6 Ways Patch Management is Letting You Down

6 Ways Patch Management is Letting You Down

Is your patch tool letting you down?

There are plenty of patch management tools available — their job is to issue updates and fixes that plug security holes in applications and operating systems.

Patching safeguards organization from exposure to cyberattack. It provides the latest feature improvements and updates and ensures compliance to a wide range of security mandates.

However, the level of effectiveness varies from one tool to another. Here are six ways your patch management solution may be letting you down.

1. Lack of Patch Supersedence

“Supersede’ means to replace an older thing with a newer one. An organizational policy restricting work-from-home to one day per week, for example, may have recently been superseded by a new policy requiring all employees to work from home.

How does this relate to patching? Take the case of an IT provider that releases a patch every few weeks. Over the course of six months, that’s a lot of patches.

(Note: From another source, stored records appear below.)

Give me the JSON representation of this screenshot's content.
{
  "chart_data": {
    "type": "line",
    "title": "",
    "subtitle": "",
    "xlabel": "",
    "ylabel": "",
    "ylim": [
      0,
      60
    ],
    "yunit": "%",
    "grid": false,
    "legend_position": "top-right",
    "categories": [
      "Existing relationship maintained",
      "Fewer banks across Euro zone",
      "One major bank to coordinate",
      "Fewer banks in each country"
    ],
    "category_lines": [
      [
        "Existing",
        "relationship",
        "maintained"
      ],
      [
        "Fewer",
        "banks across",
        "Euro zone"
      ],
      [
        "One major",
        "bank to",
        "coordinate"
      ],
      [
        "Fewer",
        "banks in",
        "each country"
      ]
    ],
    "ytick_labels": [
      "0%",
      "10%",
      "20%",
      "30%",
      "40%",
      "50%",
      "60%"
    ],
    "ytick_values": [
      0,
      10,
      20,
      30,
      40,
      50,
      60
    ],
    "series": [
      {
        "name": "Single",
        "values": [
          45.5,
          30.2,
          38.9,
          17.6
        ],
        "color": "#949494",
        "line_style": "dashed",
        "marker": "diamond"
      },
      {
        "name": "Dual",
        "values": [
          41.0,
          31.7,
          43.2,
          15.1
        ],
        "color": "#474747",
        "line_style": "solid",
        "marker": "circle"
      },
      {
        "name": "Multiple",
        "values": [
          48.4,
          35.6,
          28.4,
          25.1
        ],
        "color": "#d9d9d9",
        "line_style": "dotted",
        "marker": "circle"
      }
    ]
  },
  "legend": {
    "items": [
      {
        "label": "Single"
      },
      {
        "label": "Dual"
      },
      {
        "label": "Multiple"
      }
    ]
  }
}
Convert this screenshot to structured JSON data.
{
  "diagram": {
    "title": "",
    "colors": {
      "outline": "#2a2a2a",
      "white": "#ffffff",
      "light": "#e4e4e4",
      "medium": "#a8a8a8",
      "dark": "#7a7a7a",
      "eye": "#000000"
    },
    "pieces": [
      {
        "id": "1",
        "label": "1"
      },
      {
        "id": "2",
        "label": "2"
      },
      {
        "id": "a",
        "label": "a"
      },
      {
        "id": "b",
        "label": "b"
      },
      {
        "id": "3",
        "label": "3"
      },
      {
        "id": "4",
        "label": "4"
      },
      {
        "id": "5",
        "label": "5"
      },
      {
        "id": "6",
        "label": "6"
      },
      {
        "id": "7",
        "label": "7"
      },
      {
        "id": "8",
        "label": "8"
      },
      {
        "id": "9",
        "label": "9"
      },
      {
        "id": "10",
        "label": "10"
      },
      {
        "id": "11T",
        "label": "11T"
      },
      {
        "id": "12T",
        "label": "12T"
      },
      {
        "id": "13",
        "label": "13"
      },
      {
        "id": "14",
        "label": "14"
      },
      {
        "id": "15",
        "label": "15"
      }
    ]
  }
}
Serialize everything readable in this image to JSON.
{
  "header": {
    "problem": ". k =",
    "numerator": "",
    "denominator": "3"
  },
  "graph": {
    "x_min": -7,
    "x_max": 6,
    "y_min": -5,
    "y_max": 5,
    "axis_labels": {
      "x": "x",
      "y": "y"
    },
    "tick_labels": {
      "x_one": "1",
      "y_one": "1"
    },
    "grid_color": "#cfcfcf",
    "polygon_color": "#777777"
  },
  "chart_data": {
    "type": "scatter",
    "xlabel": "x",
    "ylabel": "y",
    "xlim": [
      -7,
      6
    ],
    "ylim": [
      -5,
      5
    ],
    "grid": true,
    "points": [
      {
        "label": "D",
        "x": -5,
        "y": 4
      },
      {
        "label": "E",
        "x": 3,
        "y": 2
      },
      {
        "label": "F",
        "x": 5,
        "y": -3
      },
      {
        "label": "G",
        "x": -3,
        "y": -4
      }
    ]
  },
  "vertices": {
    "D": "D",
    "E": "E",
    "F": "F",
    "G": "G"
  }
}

Some tools scan systems and report that all these patches are points of potential exposure and must be remedied immediately. Yet quite often, vendors bundle older patches into new releases. The new patch supersedes the older ones.

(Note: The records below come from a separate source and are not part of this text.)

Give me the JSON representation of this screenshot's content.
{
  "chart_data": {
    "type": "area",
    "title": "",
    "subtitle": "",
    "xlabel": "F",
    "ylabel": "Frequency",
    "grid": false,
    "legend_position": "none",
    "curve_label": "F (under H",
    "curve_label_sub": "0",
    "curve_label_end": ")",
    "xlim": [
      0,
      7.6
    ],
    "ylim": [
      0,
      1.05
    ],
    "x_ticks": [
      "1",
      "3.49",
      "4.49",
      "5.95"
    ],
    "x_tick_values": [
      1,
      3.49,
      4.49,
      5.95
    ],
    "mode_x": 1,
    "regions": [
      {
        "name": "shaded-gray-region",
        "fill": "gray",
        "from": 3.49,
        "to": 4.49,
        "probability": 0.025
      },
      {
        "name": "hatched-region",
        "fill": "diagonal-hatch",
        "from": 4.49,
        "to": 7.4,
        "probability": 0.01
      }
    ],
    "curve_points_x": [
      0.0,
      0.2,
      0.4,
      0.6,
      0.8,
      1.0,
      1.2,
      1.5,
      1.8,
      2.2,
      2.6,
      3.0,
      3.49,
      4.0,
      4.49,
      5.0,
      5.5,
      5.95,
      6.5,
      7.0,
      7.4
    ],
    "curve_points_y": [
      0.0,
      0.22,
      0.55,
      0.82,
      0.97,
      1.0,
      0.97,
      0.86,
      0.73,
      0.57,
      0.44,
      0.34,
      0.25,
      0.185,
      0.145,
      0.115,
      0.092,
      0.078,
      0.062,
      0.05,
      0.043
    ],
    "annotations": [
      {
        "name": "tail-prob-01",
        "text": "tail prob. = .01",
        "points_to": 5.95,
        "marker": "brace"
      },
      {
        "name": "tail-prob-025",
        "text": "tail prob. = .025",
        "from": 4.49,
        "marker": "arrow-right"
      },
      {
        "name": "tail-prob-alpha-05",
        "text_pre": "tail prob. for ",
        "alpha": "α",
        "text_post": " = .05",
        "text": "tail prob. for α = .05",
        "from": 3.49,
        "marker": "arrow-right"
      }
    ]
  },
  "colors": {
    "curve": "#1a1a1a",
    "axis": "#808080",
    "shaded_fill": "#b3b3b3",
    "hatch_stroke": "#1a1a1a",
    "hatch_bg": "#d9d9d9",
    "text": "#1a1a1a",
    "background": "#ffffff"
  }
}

There are many tools around that don’t take patch supersedence into account. They unnecessarily alarm IT managers with long lists of vulnerabilities when in fact there are only a few patches to take care of. Inexperienced personnel may even waste time addressing the most outdated patches first.

Recommendation: Only use patch management products that recognize supersedence.

2. No Patch Roll Back

The last thing you want is for an update to cause incompatibilities in other system. That’s why software vendors and IT departments conduct testing to ensure patches are benign. But despite the precautions, faulty patches can occasionally happen.

The solution is a patch roll back feature that allows you to return your systems to the state that existed before the implementation of the new patch. Some tools support this feature, others don’t. In product selection, narrow the candidates down to those that do.

3. Slow Motion Patching

Hackers and cybercriminals move fast. When a new weakness is discovered, word spreads rapidly around the dark web — there is no time to lose in installing patches.

Yet delays in testing and distributing patches are not uncommon. The vendor may have gotten behind in reviewing a surge of patches from a great many application providers responding to the latest attack vector. Whatever the reason, it is the responsibility of the provider to make patches available rapidly. Demand that patches be tested and distributed within a few hours of their release.

4. Lack of Automation

With hundreds or even thousands of endpoints to manage, lack of automation can delay the implementation of a critical patch. It saves time if IT does not have to formulate scripts, hop from one screen to another, or manually push out patches to various destinations.

The best patch management solutions provide drag-and-drop features, as well as automation of processes and multistage tasks: for example, automating a sequence such as patching VM guests and rebooting them, then patching their host, and performing a separate reboot.

5. Hogging Bandwidth

Some patch management tools include features to push out software to users as well as the latest patches. This can pose problems by tying up bandwidth. Imagine pushing Microsoft Office out to hundreds of endpoints – that amounts to TBs of data. What is needed is software that intelligently distributes applications and patches without tying up bandwidth across the enterprise.

6. Poor Reporting

It is one thing to say all systems are patched and fully updated. But it is another to be able to prove it.

Reporting, therefore, is a vital element of compliance. Yet some patch management tools lack reporting features. Others provide reports that may not be good enough for compliance purposes or security audits. Insist upon enough reporting to satisfy your compliance and management requirements.

Simple and Powerful Patch Management

Syxsense lets you easily manage unpatched vulnerabilities with the click of a button. It includes patch supersedence, patch roll back, and a wealth of automation features.

In addition, it provides a three-hour turnaround for the testing and delivery of new patches as well as technology to send software and patches across the wire once, using peer-to-peer within the network for local distribution.